Nonfiction | Mates

They Light Up My Memory

a love story


these days ive been wondering what my Grandma saw in my Pop Pop – and vice versa – when they first met. i know she thought she was good looking, but i would have loved to have been there through the giggling about whatever particularities he harbored, the special languages they built and weaved together even, that im sure she described to her closest friends, her parents, and one of her sisters, my (Grand) Aunt Queen.

by the time i met them both, Grandma and Pop Pop, they had separated. he moved out of their house. and i only knew their house as “Grandma’s house” – i still call it “Grandma’s house” – even though im pretty sure it was in my Pop Pop’s name. it was more hers than his though, i think. she settled into it. her bones increasingly creaking, like the stairs; her boldness a shimmering ring, like the beads hanging in the entryway. she raised generations in that home – it hung out in the once suburb-like neighborhood of Mt. Airy. anyway, things seemed amicable between them as i was growing up. most times, if i were over at Grandma’s for a long weekend, she would take me to Pop Pop’s apartment. i really can’t remember their interactions: me being a child, i was ever curious about the large water tank housing the tiny fish. i do remember that she would go into his kitchen, or they would go together sometimes, and make sure grapes and fresh peanuts were ready to eat. Pop Pop always had Green Grapes and the original, or sometimes Purple Wildberry, Skittles ready for me – the Peanuts were mostly for them. i know they watched  Venus and Serena Williams’ matches together; they loved A.I. (Allen Iverson), watched old tapes of Muhammad Ali, kept up with his daughter, Laila; and adored melting afternoons away with Jill Scott.

Pop Pop was a jazz musician: the only childhood proof i had were his occasional Bebop vocals, and the warm, brown Tongue Drum – which i thought some especially ancient Xylophone made uniquely for my playing – sitting behind a green recliner and an exercise bike, in the living room. i know she loved that about him. the story of the their meeting, in fact, revolves around his musicianship. he was loading set pieces into a venue when she first saw him. she made a habit of seeing him through this same routine for a time.  she wasn’t old enough to get into the club.  then they started seeing each other, then etc etc etc. then love. then love and work. then the work that was love. then family – the house that came with it, the Japanese Maple i later found out Pop Pop planted, the small flower garden  Grandma gathered young folks to learn about, help around,  the Aloe pant hanging in the window, and the many many portraits bathing in the Sun of the sitting room. then  separation. grandparentage. then me. im more than sure Pop Pop fell immediately for her smile, her wit, and the way she seemed to know everything. she was a teacher, after all, my Grandma. and i have some sense of what he might of felt because my Grandma was a Leo – like my ex-partner and one of my best friends ever – while my Pop Pop, like me, was  Gemini. some shit, right? My Grandma was bad, y’all. Both my Pop Pop and her were jawns, to be honest.

i don’t know where im going with this, but my Grandma always said that “Redz was sharp.” Redz was Pop Pop’s nickname. i don’t know where it came from or what it references, and she couldn’t remember. it pre-dates their relationship. probably because he was a light skinned Black boy who grew up in a red state? She never really called him Vern – he’s Vernon, Sr. by the way; my Dad was “(Big) Vern” and I was “Lil Vern”. And i don’t know the exact words Pop Pop would have used to describe Grandma. He was gone (2011) before I got the chance to ask him all the questions about her from his perspective, about love, about his life. in some ways, though not nearly all, she was too (2016).

i wonder if they’ll meet again; if they decided to build a new home among the Stars – inside the infinite dark, where nothing can catch them.

***originally posted on Vernon’s personal blog.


Task item:
This exercise asks for a copy of each line in the records below with the word "Stay" in it.

_ _ _ _

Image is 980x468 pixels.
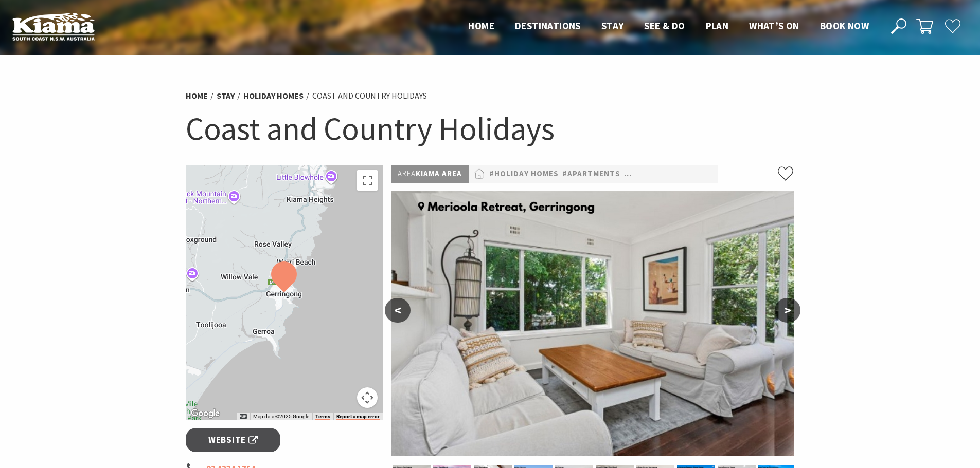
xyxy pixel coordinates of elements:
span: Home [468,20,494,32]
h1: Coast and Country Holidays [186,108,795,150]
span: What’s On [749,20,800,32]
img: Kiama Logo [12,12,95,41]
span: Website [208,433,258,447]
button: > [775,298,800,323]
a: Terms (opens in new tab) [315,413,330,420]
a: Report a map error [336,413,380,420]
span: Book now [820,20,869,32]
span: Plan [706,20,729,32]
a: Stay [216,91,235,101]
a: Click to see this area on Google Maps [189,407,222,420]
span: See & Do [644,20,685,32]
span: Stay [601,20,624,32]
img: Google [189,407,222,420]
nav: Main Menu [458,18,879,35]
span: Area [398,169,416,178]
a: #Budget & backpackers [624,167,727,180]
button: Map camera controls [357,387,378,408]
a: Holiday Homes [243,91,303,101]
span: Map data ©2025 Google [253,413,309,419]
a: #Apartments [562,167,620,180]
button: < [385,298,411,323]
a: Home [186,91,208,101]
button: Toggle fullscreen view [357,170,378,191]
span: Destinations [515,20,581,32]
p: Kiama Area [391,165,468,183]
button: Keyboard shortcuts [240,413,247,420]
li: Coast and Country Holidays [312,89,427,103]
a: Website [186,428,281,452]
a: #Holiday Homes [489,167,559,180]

_ _ _ _

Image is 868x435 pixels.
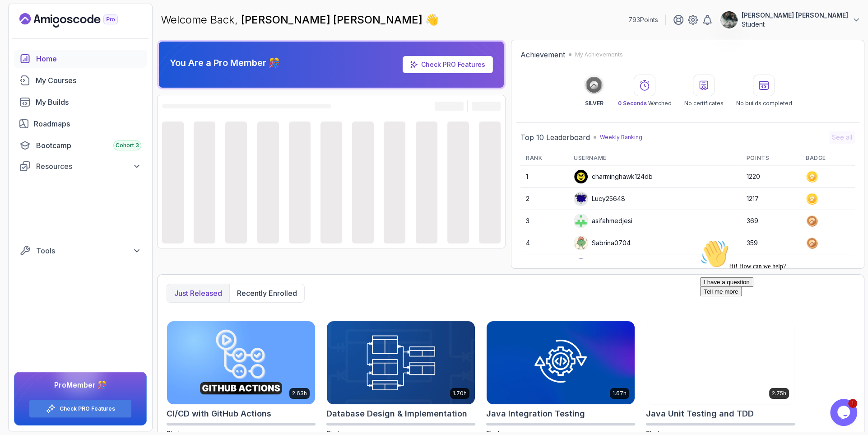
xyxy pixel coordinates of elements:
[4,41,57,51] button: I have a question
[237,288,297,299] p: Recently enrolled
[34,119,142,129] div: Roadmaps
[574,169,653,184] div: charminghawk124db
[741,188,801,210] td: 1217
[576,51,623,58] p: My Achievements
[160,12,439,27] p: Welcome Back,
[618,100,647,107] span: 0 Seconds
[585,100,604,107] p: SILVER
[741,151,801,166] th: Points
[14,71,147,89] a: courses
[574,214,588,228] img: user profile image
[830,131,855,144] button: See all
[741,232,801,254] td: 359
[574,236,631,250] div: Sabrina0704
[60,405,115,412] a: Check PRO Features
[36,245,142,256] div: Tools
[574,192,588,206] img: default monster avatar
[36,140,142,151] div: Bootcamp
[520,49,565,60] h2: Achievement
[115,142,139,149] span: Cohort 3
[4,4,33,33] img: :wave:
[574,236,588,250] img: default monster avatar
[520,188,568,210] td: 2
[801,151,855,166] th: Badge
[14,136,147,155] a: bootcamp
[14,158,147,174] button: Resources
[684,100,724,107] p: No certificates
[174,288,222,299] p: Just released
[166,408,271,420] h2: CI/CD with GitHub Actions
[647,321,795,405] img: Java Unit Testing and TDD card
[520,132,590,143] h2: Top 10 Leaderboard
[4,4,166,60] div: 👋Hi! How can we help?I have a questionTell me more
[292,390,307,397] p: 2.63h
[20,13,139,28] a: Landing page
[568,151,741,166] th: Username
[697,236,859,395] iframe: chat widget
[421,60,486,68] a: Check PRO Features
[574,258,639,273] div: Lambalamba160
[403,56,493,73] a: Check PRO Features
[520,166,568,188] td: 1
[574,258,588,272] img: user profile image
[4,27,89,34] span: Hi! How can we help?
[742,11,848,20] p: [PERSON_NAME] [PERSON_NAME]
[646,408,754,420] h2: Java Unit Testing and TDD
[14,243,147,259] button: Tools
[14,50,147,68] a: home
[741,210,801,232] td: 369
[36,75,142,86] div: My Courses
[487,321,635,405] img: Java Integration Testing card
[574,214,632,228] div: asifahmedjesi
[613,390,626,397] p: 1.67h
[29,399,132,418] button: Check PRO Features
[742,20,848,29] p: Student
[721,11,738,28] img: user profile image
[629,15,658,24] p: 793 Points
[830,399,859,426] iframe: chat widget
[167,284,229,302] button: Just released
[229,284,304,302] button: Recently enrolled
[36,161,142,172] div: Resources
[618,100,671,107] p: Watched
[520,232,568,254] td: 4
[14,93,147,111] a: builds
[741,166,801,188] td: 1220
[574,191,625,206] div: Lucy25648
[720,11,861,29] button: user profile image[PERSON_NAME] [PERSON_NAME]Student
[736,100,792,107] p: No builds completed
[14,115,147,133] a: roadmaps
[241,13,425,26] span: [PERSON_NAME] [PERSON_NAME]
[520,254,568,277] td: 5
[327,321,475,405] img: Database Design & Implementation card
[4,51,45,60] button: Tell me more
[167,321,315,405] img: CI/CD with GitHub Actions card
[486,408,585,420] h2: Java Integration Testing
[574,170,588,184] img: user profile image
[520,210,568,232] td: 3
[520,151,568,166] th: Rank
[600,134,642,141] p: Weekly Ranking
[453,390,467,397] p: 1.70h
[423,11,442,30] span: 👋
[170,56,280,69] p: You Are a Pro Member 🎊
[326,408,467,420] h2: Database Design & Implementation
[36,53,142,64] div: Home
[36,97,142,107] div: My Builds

_ _ _ _

Problem solution:
a: Stay [216,91,235,101]
span: Stay [601,20,624,32]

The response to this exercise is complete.